Well OK, lets have a go at M10 (M240) colour processing. Do what you did with the M9. The colour is more accurate with the M10 so less work is needed in that department, but all other things are pretty much the same. More sharpening is required with the M10, but as you do that for the print size anyway it isn't a primary post processing step. And likewise there isn't any fundamental difference in converting a colour file into B&W from either the M9 or M10, there is no big advantage in the M10 other than more resolution. But even resolution is masked a little bit by the change in sensor type, with the M9 having more 'punch' to start with from the CCD sensor. I think of the 'punch' as the micro contrast, and is what people prefer from the M9 sensor.

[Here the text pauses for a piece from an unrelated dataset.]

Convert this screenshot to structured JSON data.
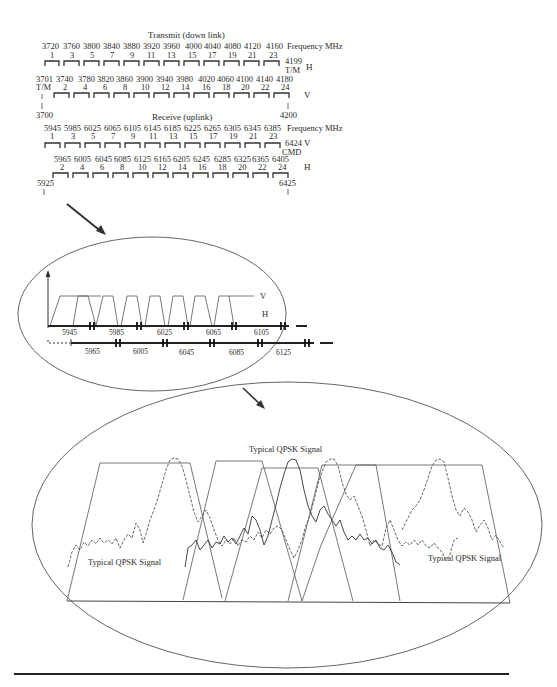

A thought about Monochrom sales. I also hear they are still selling like hotcakes, but that is to a very specialist user base, buying small numbers of cameras. So any blip in sales, a months slowdown maybe, will statistically look like a massive drop, but its taken from a tiny sample. And while truly excellent monochrome pictures can be made with the M10, the Monochrom gives the specialist other things, a couple are mildly negative (more post processing to alter the linear nature of the base file, and no colour channel manipulate), but the key thing is perhaps the high ISO performance (5000 is perfectly usable) and that at high ISO the noise looks like attractive film grain, not the interpolated colour mush seen from M10 files. And it is this breadth of use that makes the Monochrom attractive, its a camera that can go from imitating large format ultra fine grain to pushed Tri-X and actually look like that without trying hard or adding filter effects in post processing.

Steve
 
What I find to be the main challenge with M240 files processing is find the proper colors when it's not a normal daytime outside picture. I keep having to struggle with funky white balance and skin color issues. Thankfully lightroom has all kinds of sliders but to me it seems the M240 files actually NEED all that much touted mendability of its files so that we can reinvent skin color with every colored light we take a picture in... Its very impressive how "fixable" the M240 files are, but one has to wonder if it wouldn't be much easier if there was less to fix in the first place.